Data integrity contains guidelines fordata retention, specifying or guaranteeing the length of time data can be retained in a particular database (typically arelational database). To achieve data integrity, these rules are consistently and routinely applied to all data entering the system, and any relaxation of enforcement could cause errors in the data. Implementing checks on the data as close as possible to the source of input (such as human data entry), causes less erroneous data to enter the system. Strict enforcement of data integrity rules results in lower error rates, and time saved troubleshooting and tracing erroneous data and the errors it causes to algorithms.
Data integrity also includes rules defining the relations a piece of data can have to other pieces of data, such as aCustomer record being allowed to link to purchasedProducts, but not to unrelated data such asCorporate Assets. Data integrity often includes checks and correction for invalid data, based on a fixedschema or a predefined set of rules. An example being textual data entered where a date-time value is required. Rules for data derivation are also applicable, specifying how a data value is derived based on algorithm, contributors and conditions. It also specifies the conditions on how the data value could be re-derived.

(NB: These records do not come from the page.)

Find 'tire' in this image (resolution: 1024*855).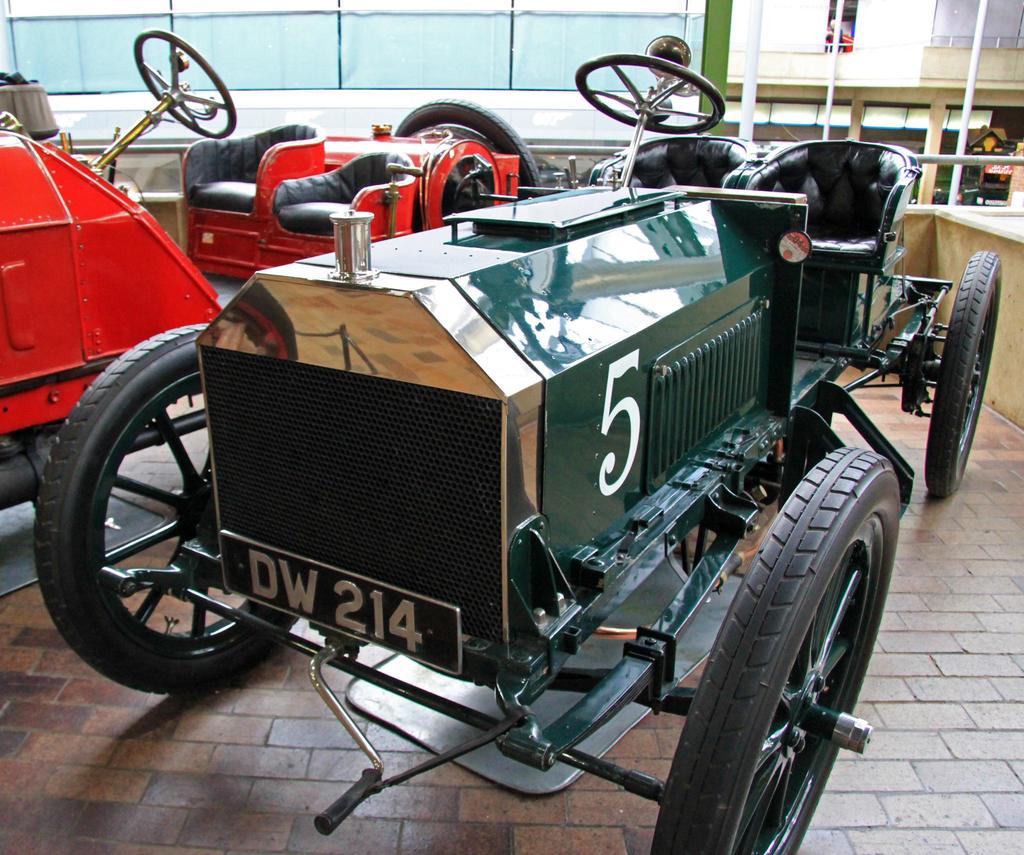
<box>689,437,894,836</box>.
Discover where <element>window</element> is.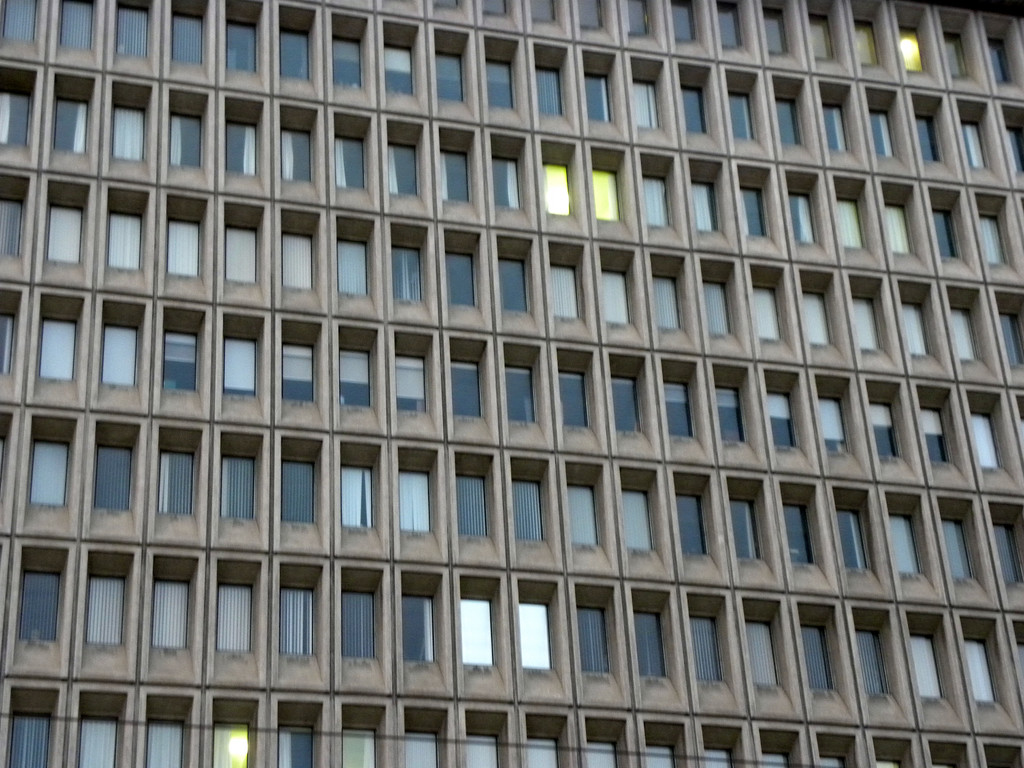
Discovered at {"x1": 155, "y1": 303, "x2": 208, "y2": 422}.
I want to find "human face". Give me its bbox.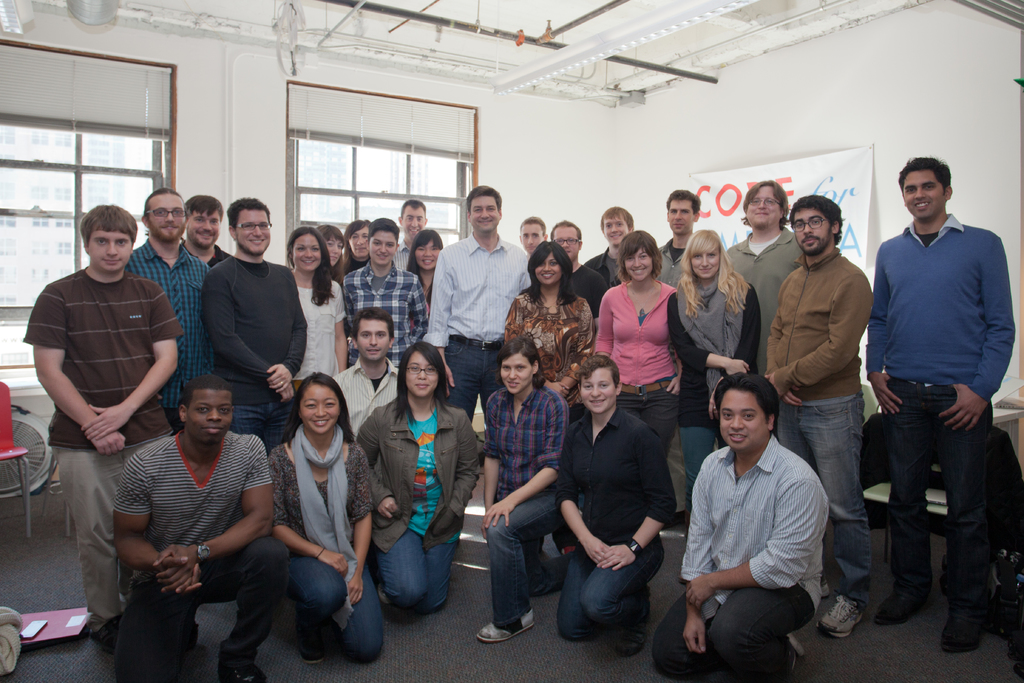
150:198:189:238.
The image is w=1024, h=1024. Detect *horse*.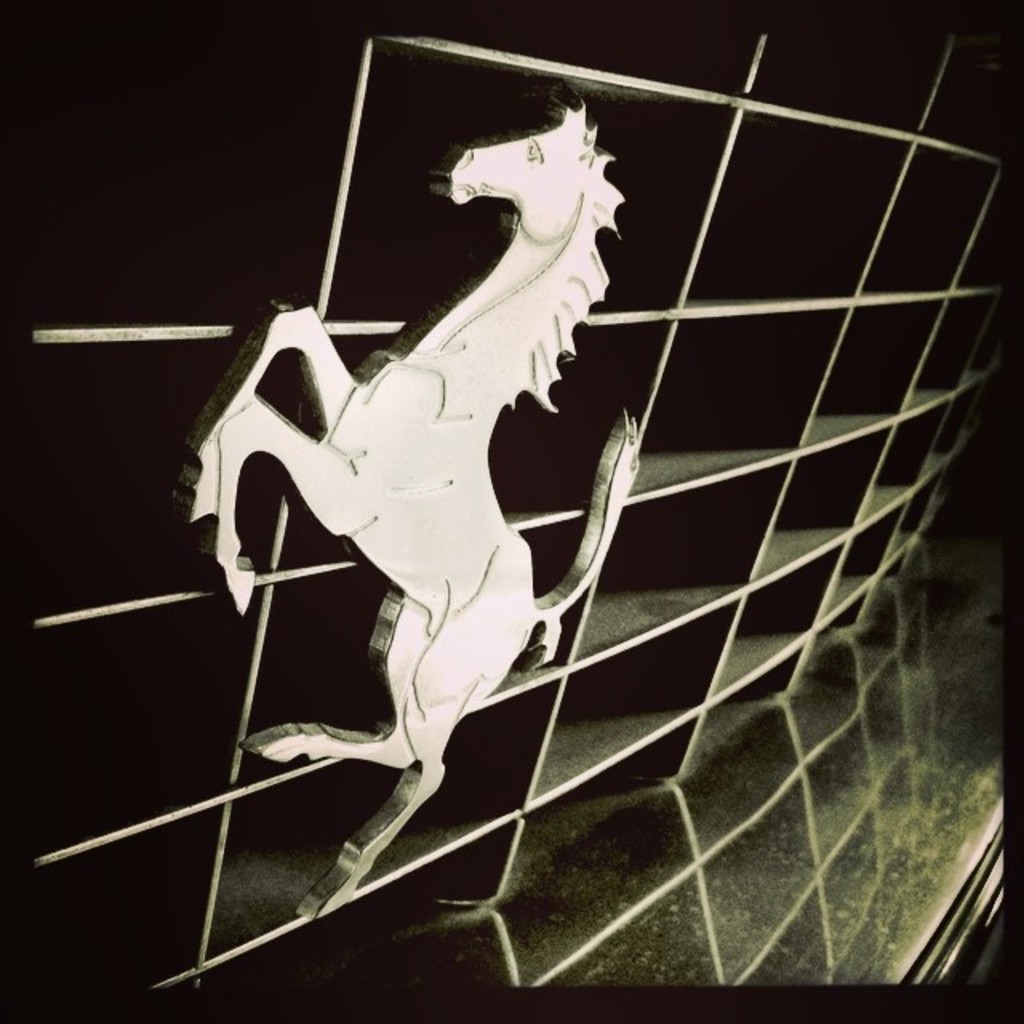
Detection: bbox=(173, 96, 640, 928).
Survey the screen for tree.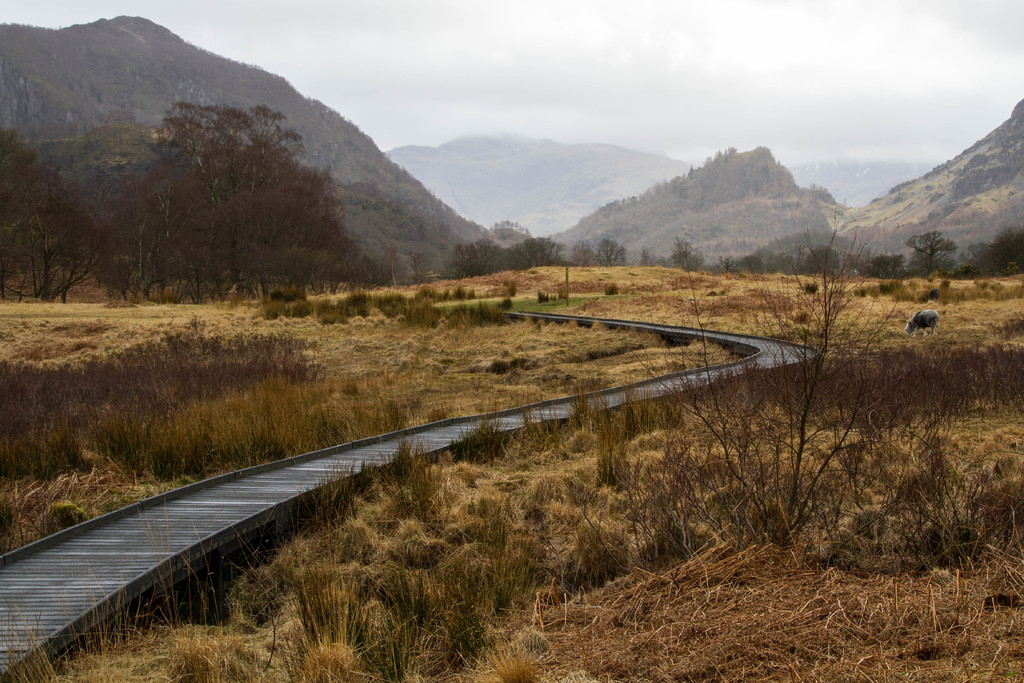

Data integrity is normally enforced in adatabase system by a series of integrity constraints or rules. Three types of integrity constraints are an inherent part of therelational data model: entity integrity, referential integrity and domain integrity.
If a database supports these features, it is the responsibility of the database to ensure data integrity as well as theconsistency model for the data storage and retrieval. If a database does not support these features, it is the responsibility of the applications to ensure data integrity while the database supports theconsistency model for the data storage and retrieval.
Having a single, well-controlled, and well-defined data-integrity system increases:
Moderndatabases support these features (seeComparison of relational database management systems), and it has become the de facto responsibility of the database to ensure data integrity. Companies, and indeed many database systems, offer products and services to migrate legacy systems to modern databases.
An example of a data-integrity mechanism is the parent-and-child relationship of related records. If a parent record owns one or more related child records all of the referential integrity processes are handled by the database itself, which automatically ensures the accuracy and integrity of the data so that no child record can exist without a parent (also called being orphaned) and that no parent loses their child records. It also ensures that no parent record can be deleted while the parent record owns any child records. All of this is handled at the database level and does not require coding integrity checks into each application.
Various research results show that neither widespreadfilesystems (includingUFS,Ext,XFS,JFS andNTFS) norhardware RAID solutions provide sufficient protection against data integrity problems.[5][6][7][8][9]
Some filesystems (includingBtrfs andZFS) provide internal data andmetadata checksumming that is used for detectingsilent data corruption and improving data integrity. If a corruption is detected that way and internal RAID mechanisms provided by those filesystems are also used, such filesystems can additionally reconstruct corrupted data in a transparent way.[10] This approach allows improved data integrity protection covering the entire data paths, which is usually known asend-to-end data protection.[11]